Russ Allbery rra at stanford.edu
Sun Sep 1 22:11:01 UTC 2002


I've finally finished up (I think) the new configuration parser, including
the code to parse inn.conf.  I'm about to commit that code to the
repository, but not enable it yet.

As previously mentioned, the new parser requires some minor changes to the
syntax of the file.  Values that contain whitespace have to be quoted with
double quotes, and empty keys (keys with no values) are no longer valid
syntax.  Existing inn.conf files will therefore have to be transformed to
parse correctly with the new parser, and due to the quoting, would not be
compatible with the old parser (since the old parser would include the
quote marks in the value).

Existing inn.conf files will therefore have to be updated to comment out
the empty keys (so they're still there for reference) and to quote values
with whitespace.  I've written a Perl script called innupgrade to do that
that would be installed and run as part of make update.

My plan on finishing this conversion is to commit the new code to the
repository but not enable it.  I'll then work on writing a new version of
innconfval that also uses the new parser.  Once that's done, I'll prepare
a patch that will switch all of the programs in INN over to using the new
code to parse inn.conf.  Then, at the same time as committing that patch,
I'll enable running of innupgrade during make update.
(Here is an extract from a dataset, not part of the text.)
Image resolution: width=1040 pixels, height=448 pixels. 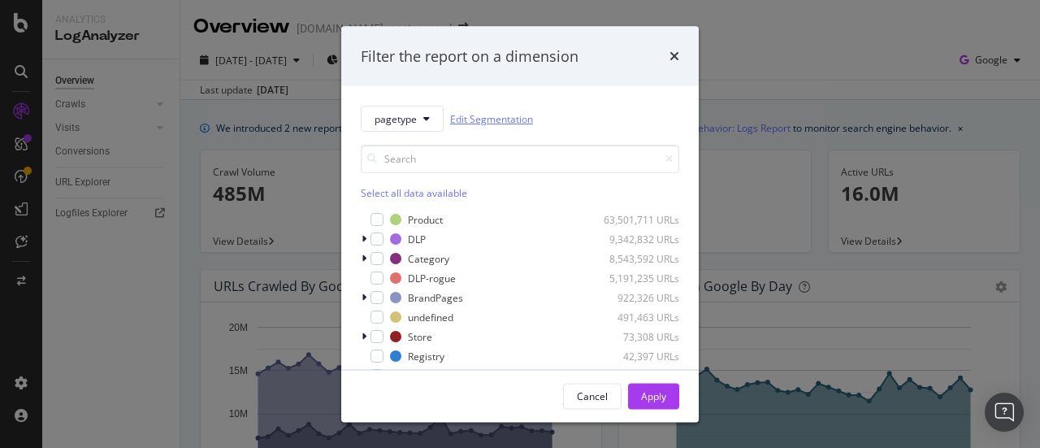 What do you see at coordinates (431, 316) in the screenshot?
I see `div: undefined` at bounding box center [431, 316].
Does this sound reasonable to everyone?

I've confirmed that the new parser and the old parser produce the same
results by using a modified inn.conf with no parsing ambiguities and
parsing it with both parsers and then comparing the resulting structure.
I've verified that the new code knows about all of the same keys for the
innconf structure as the old code.  I've also ran innupgrade on the
inn.conf file that comes with INN and parsed the old version with the old
parser and the new version with the new parser and the results match.  And
finally, I've run the new parser on a stripped inn.conf file that contains
only the required settings and compared it against the results of the old
parser on the same file, to make sure that all the defaults are correct.
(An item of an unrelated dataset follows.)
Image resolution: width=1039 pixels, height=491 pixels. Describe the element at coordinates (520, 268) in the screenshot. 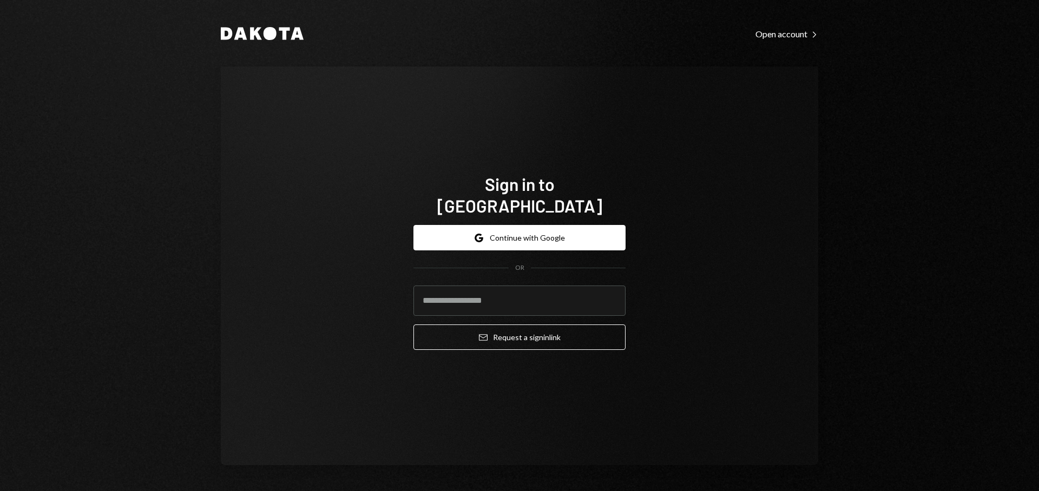

I see `div: OR` at that location.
The code that I've been using to test follows (this will be more useful in
a moment when I've committed the new parser).

#include "config.h"
#include "clibrary.h"

#include "inn/innconf.h"
#include "inn/messages.h"
#include "libinn.h"

int
main(int argc, char *argv[])
{
    struct conf_vars *original;

    message_program_name = "conftest";

    setenv("INNCONF", argv[1], 1);
    if (ReadInnConf() < 0)
        die("cannot read inn.conf using the old library");
    original = innconf;
    innconf = NULL;
    if (!innconf_read(argc > 1 ? argv[2] : argv[1]))
        die("cannot read inn.conf using the new library");
    innconf_compare(original, innconf);

    return 0;
}

Note that the new code will always do type checking of inn.conf when
parsing it and therefore won't let you get away with type errors like the
old one will.  It also won't let you get away with duplicate keys.  The
whole configuration file is parsed fully when read, so errors will be
reported even on keys that aren't used directly by a given program.  I
think this is a feature.  :)

-- 
Russ Allbery (rra at stanford.edu)             <http://www.eyrie.org/~eagle/>

    Please send questions to the list rather than mailing me directly.